Irish Daily Mail

HSE predicts budget overspend this year but ‘won’t cut services’

- By Brian Mahon

THE cost of running the HSE will exceed its allocated budget this year, according to its own national service plan.

It comes despite a recruitmen­t freeze for most staff categories and cuts to agency workers and overtime.

But the HSE has insisted it will not cut back any more on services.

Its National Service Plan (NSP) – published this week – confirmed ‘the cost of running our existing services at current levels over the next 12 months is likely to exceed the 2024 funding allocation’.

It continued: ‘In addition to developing more effective service delivery approaches to enable greater activity to meet rising demand, we will also seek other opportunit­ies to minimise the level of financial deficit.’

In the document’s foreword, HSE CEO Bernard Gloster wrote: ‘We will have a significan­t focus in 2024 on productivi­ty. I am conscious the traditiona­l use of this concept might be in the negative and I want to be clear that our mandate from the [Health] Minister is to use it in the positive and not to cut services. By that, I mean delivering additional activity from better use of the resources we have, to further meet the needs of the people we are privileged to serve.

‘We know that with the highest ever workforce in the history of the HSE, modern methods of care and the use of technology, that productivi­ty can be a constant and positive improvemen­t.’

Speaking on RTÉ’s Six One, Mr Gloster added: ‘We have been very clear since about last October that the costs we were carrying last year simply are too much of a pressure on the level of funding we have, but I think we have a very clear approach to dealing with that. The one absolute commitment that we have from Government is that would not involve the cutting of services.’

David Cullinane, Sinn Féin’s health spokesman, said the plan was ‘a work of fiction’ and the HSE has not been funded ‘to stand still, never mind address challenges of waiting lists and overcrowdi­ng’ or to deliver meaningful reform.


• WHAT TO PRODUCE: Filter the listing so that only lines with the word "Unavailable" remain.

#### RECORD SET

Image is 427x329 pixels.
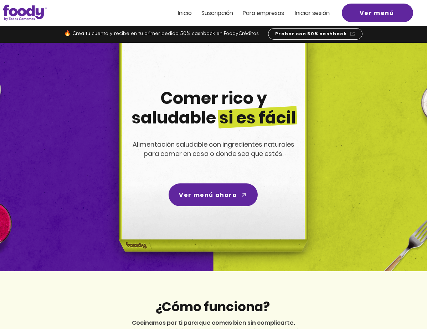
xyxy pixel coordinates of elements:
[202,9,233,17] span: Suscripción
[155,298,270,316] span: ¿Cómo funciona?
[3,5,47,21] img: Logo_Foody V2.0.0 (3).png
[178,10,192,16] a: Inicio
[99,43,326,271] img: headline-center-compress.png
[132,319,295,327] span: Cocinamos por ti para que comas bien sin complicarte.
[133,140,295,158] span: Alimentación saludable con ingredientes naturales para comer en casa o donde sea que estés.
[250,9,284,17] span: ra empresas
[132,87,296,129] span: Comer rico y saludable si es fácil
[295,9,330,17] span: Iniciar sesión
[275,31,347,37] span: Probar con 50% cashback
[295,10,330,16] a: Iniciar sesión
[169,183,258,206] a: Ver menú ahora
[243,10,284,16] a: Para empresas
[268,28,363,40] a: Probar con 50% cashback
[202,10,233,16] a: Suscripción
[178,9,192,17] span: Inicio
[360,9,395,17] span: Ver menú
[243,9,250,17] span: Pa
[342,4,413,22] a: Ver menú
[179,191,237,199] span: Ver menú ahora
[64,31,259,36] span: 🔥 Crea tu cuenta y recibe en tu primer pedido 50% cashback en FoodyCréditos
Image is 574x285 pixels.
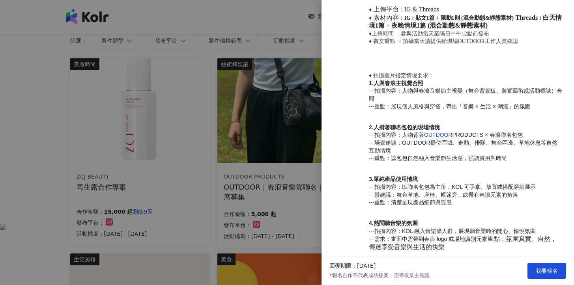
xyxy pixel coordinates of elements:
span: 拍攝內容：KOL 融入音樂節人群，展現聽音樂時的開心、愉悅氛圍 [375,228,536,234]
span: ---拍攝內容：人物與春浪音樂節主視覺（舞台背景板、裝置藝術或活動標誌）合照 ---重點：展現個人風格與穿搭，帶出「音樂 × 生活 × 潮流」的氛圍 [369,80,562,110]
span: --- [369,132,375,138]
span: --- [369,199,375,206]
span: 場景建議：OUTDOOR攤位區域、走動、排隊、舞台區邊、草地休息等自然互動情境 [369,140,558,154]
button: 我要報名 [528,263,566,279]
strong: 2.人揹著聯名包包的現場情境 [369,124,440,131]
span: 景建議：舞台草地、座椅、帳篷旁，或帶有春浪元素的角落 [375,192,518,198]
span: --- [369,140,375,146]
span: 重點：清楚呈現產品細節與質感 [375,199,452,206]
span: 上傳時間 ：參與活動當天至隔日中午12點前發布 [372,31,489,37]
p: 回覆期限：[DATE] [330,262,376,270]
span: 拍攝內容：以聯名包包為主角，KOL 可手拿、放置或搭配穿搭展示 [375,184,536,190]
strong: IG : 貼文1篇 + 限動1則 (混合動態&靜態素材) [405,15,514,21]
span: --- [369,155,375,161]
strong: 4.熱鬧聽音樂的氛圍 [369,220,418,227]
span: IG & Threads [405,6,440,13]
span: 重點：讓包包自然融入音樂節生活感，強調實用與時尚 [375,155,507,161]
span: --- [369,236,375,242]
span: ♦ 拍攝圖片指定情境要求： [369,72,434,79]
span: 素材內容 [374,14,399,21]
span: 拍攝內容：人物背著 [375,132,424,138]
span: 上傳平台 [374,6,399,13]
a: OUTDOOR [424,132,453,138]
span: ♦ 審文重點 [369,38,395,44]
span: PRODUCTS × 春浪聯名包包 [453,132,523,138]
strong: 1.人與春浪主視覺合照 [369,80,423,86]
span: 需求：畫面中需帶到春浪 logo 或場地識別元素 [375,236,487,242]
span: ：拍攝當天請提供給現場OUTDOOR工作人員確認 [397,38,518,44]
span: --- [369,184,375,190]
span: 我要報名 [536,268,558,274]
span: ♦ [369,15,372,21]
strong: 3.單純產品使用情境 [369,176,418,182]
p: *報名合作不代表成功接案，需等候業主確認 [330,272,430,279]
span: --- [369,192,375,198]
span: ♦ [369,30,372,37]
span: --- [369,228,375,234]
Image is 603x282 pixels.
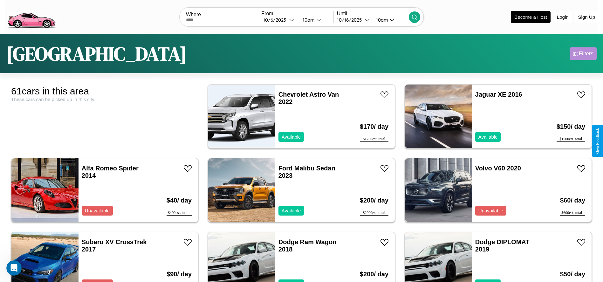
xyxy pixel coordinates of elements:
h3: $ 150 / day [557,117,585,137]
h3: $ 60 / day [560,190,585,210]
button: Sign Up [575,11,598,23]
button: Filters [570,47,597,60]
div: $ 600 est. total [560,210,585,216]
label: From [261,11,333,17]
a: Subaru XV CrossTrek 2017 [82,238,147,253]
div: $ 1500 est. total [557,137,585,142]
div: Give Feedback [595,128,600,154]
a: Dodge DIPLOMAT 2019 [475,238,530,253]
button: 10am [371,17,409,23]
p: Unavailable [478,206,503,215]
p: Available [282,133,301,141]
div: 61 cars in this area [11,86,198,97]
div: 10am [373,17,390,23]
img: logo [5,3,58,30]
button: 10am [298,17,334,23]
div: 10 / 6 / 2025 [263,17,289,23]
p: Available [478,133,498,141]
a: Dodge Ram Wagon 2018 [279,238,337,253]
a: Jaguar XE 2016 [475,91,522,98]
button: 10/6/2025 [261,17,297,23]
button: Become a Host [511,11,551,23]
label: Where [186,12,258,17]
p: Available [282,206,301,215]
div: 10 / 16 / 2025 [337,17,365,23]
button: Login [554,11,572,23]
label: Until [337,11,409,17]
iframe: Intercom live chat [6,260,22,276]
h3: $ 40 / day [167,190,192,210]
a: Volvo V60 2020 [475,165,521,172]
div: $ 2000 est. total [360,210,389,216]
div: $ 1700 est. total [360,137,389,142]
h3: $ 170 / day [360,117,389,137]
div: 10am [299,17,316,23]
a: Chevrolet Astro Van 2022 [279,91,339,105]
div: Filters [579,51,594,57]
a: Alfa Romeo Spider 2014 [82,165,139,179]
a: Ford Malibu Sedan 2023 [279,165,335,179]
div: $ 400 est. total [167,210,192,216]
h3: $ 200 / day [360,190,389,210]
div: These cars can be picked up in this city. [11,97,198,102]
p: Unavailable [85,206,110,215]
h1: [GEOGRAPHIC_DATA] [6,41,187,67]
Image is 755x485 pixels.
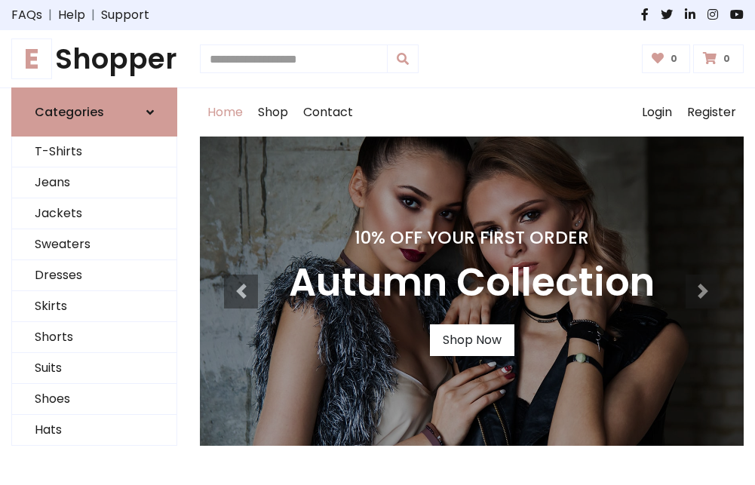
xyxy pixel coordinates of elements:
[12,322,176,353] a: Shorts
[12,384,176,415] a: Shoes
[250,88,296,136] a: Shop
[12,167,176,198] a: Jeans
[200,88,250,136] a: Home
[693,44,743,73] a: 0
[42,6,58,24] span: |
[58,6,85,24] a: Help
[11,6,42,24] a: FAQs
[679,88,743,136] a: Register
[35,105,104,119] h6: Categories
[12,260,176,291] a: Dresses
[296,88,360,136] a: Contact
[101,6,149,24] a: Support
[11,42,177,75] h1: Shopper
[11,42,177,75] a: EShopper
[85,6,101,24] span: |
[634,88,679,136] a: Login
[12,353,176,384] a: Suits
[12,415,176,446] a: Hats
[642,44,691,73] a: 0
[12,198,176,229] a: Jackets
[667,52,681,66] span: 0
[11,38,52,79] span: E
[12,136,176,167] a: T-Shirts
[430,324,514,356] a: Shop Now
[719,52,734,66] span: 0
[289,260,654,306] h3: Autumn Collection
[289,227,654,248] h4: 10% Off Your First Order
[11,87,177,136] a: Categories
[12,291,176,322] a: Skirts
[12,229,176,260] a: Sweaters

########

• TASK RESULT:
p: Unavailable [478,206,503,215]
p: Unavailable [85,206,110,215]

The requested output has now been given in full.